The problem here is that you're cherrypicking data, and also making assumptions on certain relationships where the jury is still out.
Placozoa appear to be basal to the eumetazoa and there are competing theories on their ancestry. Some suggest that they likely diverged before cnidaria and myxozoa, others, like yourself, suggest that they are eumetazoans which have undergone secondary losses of features. There is ultimately a lack of compelling evidence in either direction in that case.
Creatures similar to flatworms may be the common ancestors of molluscs and arthropods, which would render your flatworm arguments null. Are you basing your division of platyhelminthes into two groups on
Wallberg et al. (2007)? You may need to rethink where you've placed those groups, as this article suggests that they are indeed basal.
You've not provided any argument that tunicates are anything other than descendants of early chordates. Their fossil record dates back to the Cambrian, so the possibility that they have a more recent origin with significantly more complex chordate ancestors is exceedingly slim.
My statements on myxozoa and echinodermata stand- myxozoa has undergone drastic simplification due to becoming an obligate parasite, and echinoderms are not obviously simpler than their bilateran ancestors.
Ultimately, these points are unimportant, however. You aren't convincingly supporting your hypothesis that all simple animals today are non-basal. You're just using examples of animals that have more physiologically complex relativess, and many of your cases lack evidence to support them.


Aim of the task:
This exercise calls for copying every line below that holds the word "nadp".

Extracted data entries:
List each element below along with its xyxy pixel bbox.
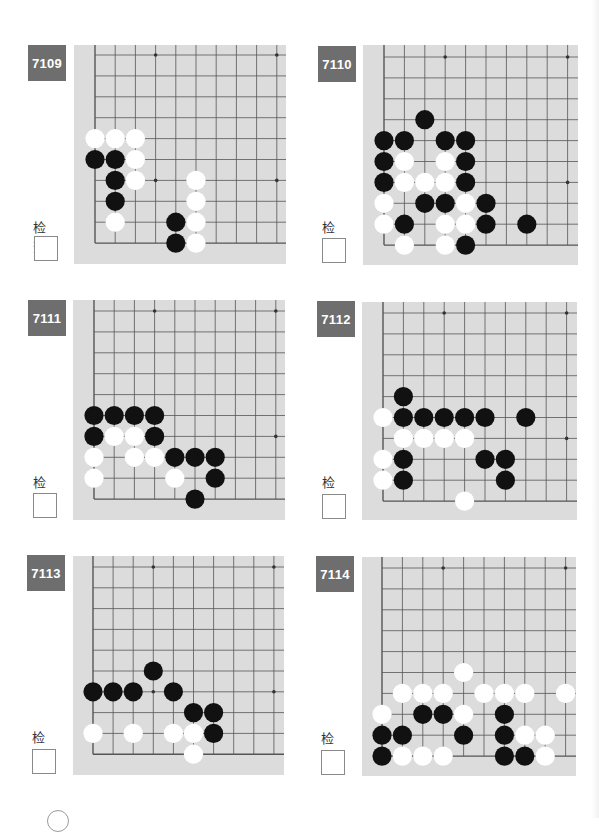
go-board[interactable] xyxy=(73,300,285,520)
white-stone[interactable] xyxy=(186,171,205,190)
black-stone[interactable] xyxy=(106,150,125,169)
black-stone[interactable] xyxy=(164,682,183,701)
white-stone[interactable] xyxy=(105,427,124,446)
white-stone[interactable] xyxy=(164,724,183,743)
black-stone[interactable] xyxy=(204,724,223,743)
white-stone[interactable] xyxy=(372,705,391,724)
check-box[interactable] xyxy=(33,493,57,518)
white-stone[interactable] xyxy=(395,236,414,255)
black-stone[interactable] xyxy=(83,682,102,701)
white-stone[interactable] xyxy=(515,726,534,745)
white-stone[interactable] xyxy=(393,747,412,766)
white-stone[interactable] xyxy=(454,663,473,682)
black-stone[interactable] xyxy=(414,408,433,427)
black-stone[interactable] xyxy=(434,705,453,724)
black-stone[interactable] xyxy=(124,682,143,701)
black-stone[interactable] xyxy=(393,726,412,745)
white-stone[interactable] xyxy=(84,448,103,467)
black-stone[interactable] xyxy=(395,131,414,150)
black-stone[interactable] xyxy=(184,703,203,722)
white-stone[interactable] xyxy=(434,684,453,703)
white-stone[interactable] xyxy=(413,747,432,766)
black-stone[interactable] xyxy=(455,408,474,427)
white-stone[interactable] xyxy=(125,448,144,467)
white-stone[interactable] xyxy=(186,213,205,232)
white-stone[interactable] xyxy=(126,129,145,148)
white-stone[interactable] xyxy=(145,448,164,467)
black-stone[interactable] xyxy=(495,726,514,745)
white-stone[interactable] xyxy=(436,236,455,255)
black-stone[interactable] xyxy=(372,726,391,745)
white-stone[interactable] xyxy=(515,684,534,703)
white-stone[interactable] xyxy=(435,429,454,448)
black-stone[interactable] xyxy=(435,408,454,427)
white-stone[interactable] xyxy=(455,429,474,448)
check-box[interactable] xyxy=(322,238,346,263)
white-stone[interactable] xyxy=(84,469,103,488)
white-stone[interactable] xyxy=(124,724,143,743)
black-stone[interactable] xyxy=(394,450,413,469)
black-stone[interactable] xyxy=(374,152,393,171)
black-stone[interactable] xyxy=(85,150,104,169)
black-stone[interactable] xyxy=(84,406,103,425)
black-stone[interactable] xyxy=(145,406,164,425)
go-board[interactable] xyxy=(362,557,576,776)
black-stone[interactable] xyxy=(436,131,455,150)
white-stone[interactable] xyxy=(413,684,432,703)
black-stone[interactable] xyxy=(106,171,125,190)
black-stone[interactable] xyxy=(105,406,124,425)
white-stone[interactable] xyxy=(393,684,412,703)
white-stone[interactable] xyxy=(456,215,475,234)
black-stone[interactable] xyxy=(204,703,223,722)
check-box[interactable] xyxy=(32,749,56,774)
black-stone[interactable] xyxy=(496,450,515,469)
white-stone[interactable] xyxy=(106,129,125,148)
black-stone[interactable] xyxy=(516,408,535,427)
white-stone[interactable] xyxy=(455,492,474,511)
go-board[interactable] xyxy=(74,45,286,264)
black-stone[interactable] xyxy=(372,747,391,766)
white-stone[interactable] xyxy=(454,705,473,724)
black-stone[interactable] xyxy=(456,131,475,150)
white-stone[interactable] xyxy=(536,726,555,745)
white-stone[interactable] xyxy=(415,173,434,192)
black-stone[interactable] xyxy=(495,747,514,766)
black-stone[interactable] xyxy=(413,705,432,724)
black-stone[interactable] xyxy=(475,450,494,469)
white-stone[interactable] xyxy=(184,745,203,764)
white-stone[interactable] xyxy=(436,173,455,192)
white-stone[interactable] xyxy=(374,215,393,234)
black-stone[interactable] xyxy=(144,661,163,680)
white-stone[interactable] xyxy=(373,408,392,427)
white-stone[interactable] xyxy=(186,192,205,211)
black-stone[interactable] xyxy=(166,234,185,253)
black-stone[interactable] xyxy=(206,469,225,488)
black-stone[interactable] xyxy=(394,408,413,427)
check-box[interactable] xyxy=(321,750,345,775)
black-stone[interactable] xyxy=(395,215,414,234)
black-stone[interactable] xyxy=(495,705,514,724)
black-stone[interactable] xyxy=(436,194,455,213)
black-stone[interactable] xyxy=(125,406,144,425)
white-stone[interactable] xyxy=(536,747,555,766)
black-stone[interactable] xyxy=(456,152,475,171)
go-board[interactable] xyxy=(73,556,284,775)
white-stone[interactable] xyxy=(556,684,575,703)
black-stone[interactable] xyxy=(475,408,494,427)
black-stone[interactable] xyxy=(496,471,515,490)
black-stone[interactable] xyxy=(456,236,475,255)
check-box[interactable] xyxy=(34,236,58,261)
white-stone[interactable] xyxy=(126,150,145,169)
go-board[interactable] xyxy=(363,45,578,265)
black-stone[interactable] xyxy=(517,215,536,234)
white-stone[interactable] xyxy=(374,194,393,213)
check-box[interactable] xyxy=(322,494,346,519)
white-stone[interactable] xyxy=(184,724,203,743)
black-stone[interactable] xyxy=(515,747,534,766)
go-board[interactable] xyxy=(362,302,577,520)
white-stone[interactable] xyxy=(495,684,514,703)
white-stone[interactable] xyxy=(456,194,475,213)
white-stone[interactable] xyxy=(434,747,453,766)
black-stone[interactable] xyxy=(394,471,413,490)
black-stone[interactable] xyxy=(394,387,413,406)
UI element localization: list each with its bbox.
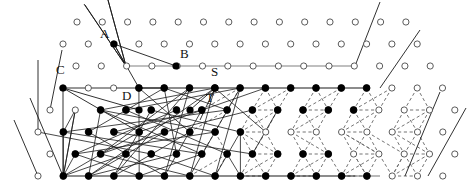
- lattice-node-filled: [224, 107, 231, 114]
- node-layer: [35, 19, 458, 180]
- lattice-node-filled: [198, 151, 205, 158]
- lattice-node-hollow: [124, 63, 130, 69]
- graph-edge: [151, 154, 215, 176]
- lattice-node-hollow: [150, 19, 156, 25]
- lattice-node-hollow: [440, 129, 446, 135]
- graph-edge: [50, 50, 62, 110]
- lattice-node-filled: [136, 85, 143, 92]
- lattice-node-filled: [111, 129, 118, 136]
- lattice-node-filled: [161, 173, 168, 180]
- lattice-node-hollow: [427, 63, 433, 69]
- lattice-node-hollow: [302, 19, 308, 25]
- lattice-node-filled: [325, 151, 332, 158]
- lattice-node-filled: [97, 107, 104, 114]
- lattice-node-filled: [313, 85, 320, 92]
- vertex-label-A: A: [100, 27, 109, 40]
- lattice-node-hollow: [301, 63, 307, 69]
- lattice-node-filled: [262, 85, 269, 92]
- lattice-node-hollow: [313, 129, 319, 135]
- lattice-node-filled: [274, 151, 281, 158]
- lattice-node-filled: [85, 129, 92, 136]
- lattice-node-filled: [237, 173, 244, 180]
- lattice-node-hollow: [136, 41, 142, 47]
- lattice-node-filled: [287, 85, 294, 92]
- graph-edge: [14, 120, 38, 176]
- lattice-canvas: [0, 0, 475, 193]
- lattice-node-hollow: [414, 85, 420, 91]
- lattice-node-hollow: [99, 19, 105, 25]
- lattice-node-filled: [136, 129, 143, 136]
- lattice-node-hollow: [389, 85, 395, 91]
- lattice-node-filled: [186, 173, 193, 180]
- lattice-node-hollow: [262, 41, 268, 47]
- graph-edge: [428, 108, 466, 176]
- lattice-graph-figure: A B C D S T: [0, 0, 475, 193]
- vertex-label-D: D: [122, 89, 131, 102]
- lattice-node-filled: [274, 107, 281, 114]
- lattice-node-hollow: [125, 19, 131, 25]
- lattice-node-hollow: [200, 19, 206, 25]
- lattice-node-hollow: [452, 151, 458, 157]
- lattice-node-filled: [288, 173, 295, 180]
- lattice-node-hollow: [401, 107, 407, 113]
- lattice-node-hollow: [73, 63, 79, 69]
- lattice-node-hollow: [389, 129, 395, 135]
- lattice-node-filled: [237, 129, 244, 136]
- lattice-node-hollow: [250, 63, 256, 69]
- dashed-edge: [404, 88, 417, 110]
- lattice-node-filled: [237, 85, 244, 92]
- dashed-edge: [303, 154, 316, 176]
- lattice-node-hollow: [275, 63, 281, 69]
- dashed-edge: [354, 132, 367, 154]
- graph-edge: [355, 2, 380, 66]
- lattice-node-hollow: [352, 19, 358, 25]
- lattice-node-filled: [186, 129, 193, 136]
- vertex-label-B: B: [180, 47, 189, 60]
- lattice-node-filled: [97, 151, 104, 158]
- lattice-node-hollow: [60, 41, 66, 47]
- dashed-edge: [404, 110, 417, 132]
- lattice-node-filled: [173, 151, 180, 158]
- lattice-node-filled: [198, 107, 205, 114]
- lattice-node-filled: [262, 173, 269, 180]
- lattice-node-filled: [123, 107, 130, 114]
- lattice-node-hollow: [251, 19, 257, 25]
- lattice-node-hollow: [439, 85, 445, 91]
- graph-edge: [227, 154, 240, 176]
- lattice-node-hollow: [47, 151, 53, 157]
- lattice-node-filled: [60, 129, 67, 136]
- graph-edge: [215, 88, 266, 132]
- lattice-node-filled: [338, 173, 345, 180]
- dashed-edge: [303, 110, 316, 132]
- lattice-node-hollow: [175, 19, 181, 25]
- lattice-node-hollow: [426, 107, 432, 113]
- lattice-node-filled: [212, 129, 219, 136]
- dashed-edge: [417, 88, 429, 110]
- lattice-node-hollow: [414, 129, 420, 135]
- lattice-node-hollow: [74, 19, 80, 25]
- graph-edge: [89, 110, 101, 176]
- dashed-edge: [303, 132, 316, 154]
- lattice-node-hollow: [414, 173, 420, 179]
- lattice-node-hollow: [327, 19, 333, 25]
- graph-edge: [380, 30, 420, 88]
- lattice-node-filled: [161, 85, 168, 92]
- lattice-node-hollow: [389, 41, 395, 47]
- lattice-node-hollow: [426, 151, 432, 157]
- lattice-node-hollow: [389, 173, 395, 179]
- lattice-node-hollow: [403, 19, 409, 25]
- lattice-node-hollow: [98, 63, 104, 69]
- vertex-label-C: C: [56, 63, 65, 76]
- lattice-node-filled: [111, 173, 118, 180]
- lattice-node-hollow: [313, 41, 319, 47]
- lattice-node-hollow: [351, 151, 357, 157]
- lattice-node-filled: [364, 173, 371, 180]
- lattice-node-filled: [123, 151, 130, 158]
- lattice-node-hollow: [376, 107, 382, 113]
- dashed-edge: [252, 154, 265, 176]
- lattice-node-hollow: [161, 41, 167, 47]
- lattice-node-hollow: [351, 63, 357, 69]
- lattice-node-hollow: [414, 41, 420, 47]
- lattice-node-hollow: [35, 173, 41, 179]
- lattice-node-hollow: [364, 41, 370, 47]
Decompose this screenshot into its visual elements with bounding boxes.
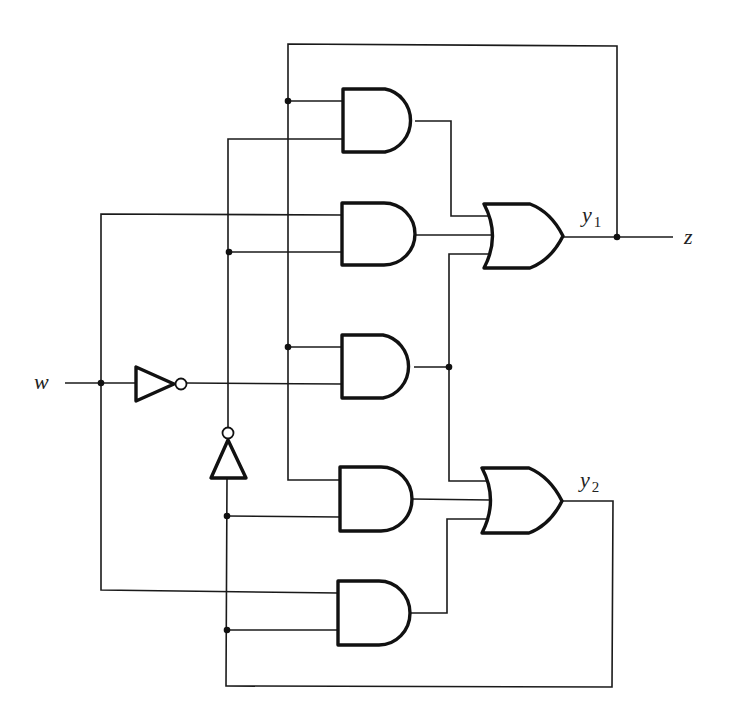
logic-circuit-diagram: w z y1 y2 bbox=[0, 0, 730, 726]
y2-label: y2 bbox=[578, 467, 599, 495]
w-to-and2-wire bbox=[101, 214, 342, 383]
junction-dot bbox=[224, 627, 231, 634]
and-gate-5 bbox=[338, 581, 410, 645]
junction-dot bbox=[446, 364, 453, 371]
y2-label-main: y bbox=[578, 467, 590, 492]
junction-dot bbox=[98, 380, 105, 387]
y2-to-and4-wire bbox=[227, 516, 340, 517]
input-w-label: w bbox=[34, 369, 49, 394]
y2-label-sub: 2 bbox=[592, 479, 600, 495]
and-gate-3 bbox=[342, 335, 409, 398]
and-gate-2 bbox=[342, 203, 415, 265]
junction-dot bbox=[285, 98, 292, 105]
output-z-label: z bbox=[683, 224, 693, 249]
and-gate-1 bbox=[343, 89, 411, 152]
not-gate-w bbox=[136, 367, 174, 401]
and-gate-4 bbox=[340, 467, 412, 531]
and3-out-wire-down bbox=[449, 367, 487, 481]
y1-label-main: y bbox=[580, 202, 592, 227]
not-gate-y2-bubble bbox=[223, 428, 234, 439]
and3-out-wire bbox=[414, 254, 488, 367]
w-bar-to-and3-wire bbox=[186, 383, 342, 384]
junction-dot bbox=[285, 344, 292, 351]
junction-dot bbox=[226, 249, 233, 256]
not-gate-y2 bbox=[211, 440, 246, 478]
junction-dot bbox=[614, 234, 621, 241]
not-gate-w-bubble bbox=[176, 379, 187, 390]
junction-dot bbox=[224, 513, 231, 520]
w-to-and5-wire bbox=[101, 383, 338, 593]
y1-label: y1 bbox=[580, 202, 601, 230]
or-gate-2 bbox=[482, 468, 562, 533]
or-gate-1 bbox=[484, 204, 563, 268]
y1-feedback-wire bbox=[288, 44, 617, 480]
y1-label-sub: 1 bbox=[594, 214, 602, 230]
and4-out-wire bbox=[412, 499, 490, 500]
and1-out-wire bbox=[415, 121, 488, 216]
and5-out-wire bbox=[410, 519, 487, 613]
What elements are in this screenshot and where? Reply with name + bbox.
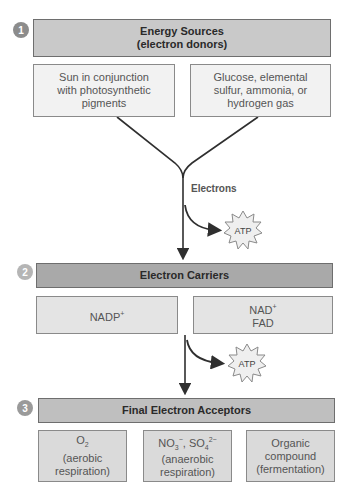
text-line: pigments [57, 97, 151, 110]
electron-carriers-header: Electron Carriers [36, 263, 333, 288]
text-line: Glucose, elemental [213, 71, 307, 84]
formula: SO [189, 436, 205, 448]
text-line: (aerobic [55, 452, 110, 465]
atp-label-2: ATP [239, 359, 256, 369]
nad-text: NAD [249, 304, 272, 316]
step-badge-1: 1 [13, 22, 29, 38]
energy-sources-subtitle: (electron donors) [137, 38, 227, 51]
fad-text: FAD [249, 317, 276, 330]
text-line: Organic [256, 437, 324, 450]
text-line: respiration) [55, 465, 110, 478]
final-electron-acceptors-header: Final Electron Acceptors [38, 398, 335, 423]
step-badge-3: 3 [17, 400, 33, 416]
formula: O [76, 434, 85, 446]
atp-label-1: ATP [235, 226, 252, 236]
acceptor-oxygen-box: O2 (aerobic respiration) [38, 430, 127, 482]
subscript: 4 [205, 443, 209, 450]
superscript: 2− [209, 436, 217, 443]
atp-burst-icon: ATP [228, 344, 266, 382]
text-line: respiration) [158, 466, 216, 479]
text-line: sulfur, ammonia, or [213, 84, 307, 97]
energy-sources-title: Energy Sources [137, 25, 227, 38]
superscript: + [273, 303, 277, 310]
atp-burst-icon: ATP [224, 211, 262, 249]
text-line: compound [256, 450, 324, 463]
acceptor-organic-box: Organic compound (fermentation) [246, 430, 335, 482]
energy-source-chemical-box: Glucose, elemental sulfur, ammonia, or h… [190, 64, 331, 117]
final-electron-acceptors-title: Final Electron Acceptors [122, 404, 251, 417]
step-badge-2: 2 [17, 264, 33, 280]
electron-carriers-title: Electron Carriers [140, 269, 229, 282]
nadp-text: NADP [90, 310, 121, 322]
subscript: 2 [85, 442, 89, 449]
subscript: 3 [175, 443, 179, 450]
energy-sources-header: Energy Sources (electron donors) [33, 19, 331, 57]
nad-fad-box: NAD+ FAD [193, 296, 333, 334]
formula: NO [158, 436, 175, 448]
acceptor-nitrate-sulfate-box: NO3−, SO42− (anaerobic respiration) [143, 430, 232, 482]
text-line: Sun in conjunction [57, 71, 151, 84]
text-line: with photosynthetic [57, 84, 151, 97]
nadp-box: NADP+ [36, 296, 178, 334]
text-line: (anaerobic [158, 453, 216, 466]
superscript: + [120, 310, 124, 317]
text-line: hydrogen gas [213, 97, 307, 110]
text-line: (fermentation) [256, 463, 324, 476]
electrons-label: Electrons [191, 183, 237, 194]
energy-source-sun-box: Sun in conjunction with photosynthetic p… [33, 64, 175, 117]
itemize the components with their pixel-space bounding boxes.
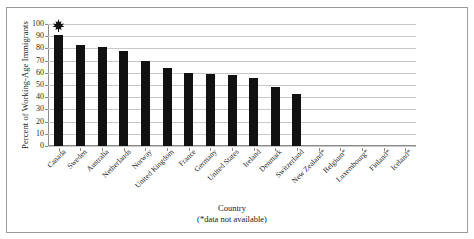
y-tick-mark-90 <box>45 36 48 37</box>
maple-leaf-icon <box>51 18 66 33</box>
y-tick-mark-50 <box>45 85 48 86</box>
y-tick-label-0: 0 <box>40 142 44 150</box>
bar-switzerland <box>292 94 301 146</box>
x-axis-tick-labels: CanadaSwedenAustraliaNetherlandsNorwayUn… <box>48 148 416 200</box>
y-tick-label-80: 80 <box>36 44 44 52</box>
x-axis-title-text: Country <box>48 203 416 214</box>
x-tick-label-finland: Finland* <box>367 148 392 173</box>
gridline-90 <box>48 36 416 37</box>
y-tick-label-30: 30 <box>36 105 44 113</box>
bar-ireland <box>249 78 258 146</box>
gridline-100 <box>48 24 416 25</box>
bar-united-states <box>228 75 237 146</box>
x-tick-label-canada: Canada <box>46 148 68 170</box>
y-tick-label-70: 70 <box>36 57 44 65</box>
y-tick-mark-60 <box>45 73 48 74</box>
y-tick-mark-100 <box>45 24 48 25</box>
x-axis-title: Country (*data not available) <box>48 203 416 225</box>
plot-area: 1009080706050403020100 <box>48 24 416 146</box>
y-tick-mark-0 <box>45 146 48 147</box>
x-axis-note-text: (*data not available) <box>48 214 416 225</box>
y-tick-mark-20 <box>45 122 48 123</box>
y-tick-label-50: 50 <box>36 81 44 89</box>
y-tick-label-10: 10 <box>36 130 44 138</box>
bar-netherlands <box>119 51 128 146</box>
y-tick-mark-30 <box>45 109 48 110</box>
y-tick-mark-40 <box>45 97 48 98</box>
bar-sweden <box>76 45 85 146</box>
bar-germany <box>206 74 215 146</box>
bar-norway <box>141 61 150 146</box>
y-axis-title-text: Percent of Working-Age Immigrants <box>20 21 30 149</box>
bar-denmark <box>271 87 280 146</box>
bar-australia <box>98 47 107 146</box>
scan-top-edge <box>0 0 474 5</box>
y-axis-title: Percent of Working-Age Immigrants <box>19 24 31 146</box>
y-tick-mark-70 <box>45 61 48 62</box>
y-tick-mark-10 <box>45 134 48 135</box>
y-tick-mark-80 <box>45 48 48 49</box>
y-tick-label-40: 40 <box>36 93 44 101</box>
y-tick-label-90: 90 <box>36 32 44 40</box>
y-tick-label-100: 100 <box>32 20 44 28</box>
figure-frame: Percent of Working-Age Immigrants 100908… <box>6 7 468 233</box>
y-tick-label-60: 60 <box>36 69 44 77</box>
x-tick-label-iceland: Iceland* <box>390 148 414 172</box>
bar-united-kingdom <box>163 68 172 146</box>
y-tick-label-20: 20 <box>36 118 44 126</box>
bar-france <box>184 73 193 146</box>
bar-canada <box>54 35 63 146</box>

Result for this exercise:
nadp-text: NADP [90, 310, 121, 322]
nadp-box: NADP+ [36, 296, 178, 334]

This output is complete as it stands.